Music Notes - Burying the “A-word”
As you know, Ash Wednesday is next week - marking the beginning of the Lenten season. There will be plenty of talk about things that people “give up” or sacrifice during the season - chocolate, candy, alcohol - to name a few. Of course, with Valentine's Day landing on Ash Wednesday this year, I wonder if people may delay their sacrifice by a day so they can eat that box of chocolate they were just gifted. All kidding aside, many people in various faith traditions will observe some sort of fast during the forty days of the Lenten Season.
One thing we traditionally “give up” at church during the Lenten Season is using or singing the word alleluia - or as some call it, the “A-word.” Some churches, like the Presbyterian church I sang at in Washington, DC when I was in grad school, go so far as to “bury” the alleluia. They make it a part of the children’s sermon during the final Sunday of Epiphany - as the kids pantomime shoveling at the front of the church, collectively digging an imaginary hole, putting in their alleluias, and covering the hole back up. The children’s sermon on Easter morning reverses the entire process - much to the delight of the kids.
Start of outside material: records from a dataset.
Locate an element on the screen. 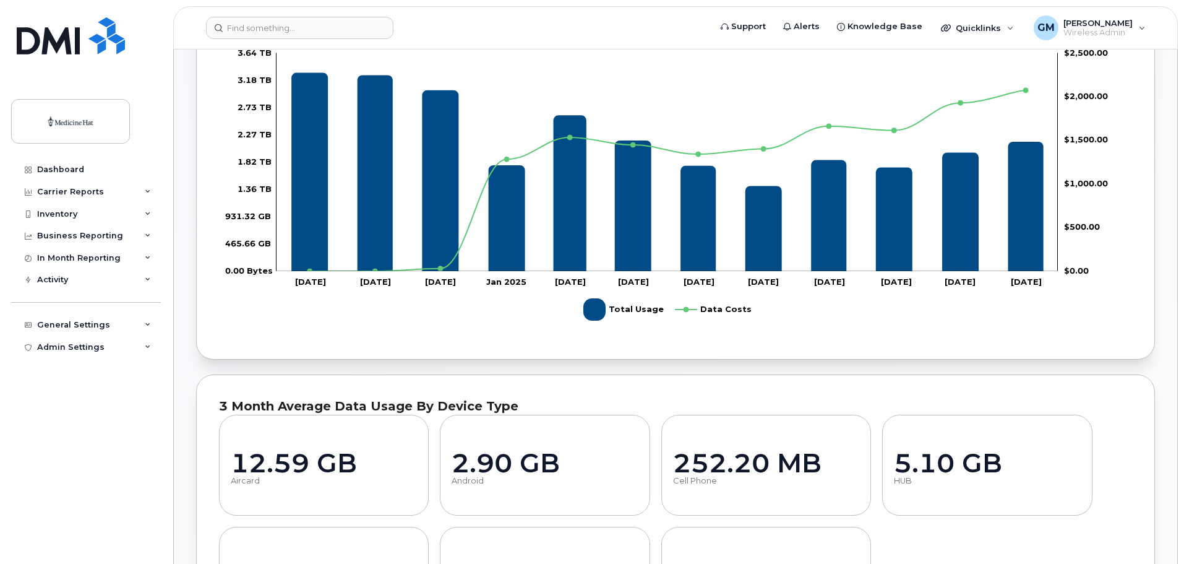 The width and height of the screenshot is (1184, 564). span: GM is located at coordinates (1046, 28).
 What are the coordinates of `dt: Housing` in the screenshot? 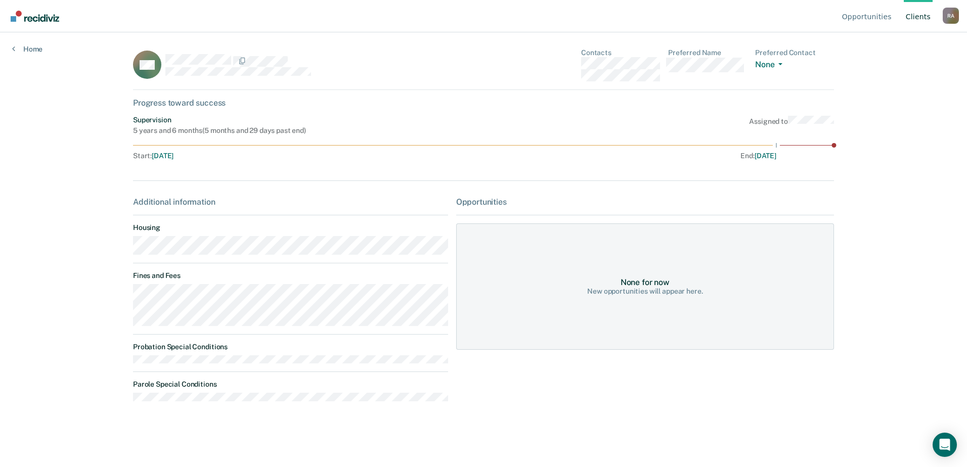 It's located at (290, 228).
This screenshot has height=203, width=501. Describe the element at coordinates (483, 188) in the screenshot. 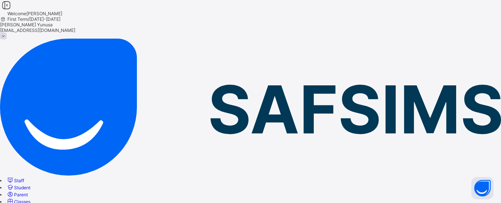

I see `button: Open asap` at that location.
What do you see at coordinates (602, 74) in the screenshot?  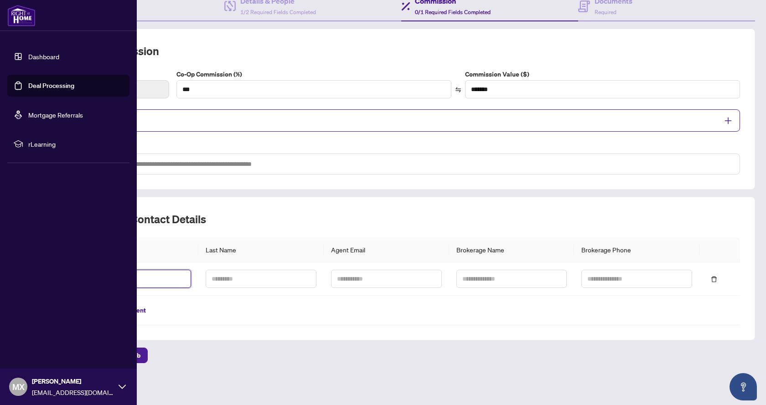 I see `label: Commission Value ($)` at bounding box center [602, 74].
We have made it a tradition here at St. John’s to not sing hymns or music that use the “A-word” or include the word in the liturgy during Lent. But why? There is no specific doctrine or rubric that prescribes eliminating the use of alleluia during the church service in Lent. No one is cursing you or giving you seven years of bad luck because you accidentally let out an alleluia. Still, we fast from the use of the word during Lent.
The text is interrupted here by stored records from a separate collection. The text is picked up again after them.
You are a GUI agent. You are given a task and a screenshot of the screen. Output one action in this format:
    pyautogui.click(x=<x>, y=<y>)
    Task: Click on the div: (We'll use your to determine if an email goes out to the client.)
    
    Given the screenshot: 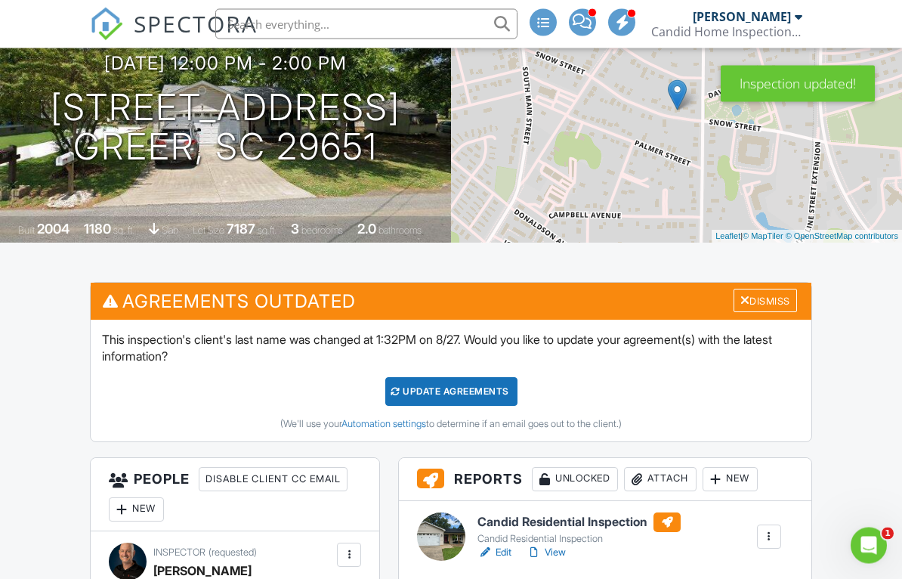 What is the action you would take?
    pyautogui.click(x=450, y=425)
    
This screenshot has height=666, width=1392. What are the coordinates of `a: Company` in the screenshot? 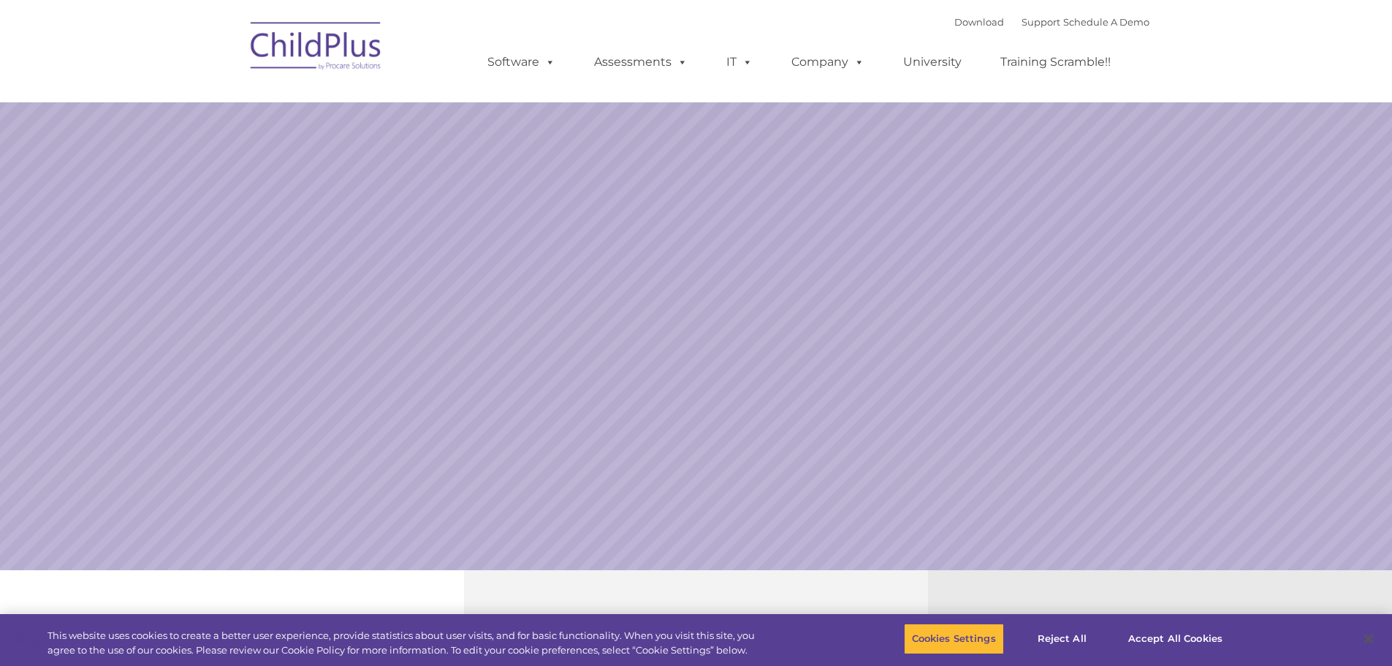 It's located at (828, 62).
It turns out that the omission of alleluia during Lent goes back at least to the fifth century in the western church. Based on the Hebrew word, hallelu yah, meaning “Praise Yahweh,” alleluia has been a word of great praise to God throughout the history of the church. The penitential character of the Lenten season coupled the association of alleluia with Easter led to the custom of intentionally omitting it from the liturgy during the season of Lent. During the Middle Ages in Babylon a custom was established to actually bid the “A-word” farewell. This is a tradition that we continue in our church to this day.
Therefore, this Sunday as you sing our closing hymn “Alleluia! sing to Jesus!” - which contains the “A-word” 10 times - remember that while we will say goodbye to the word and bury it for now, we will joyfully sing it again as we celebrate Jesus’ resurrection on Easter Sunday - ALLELUIA!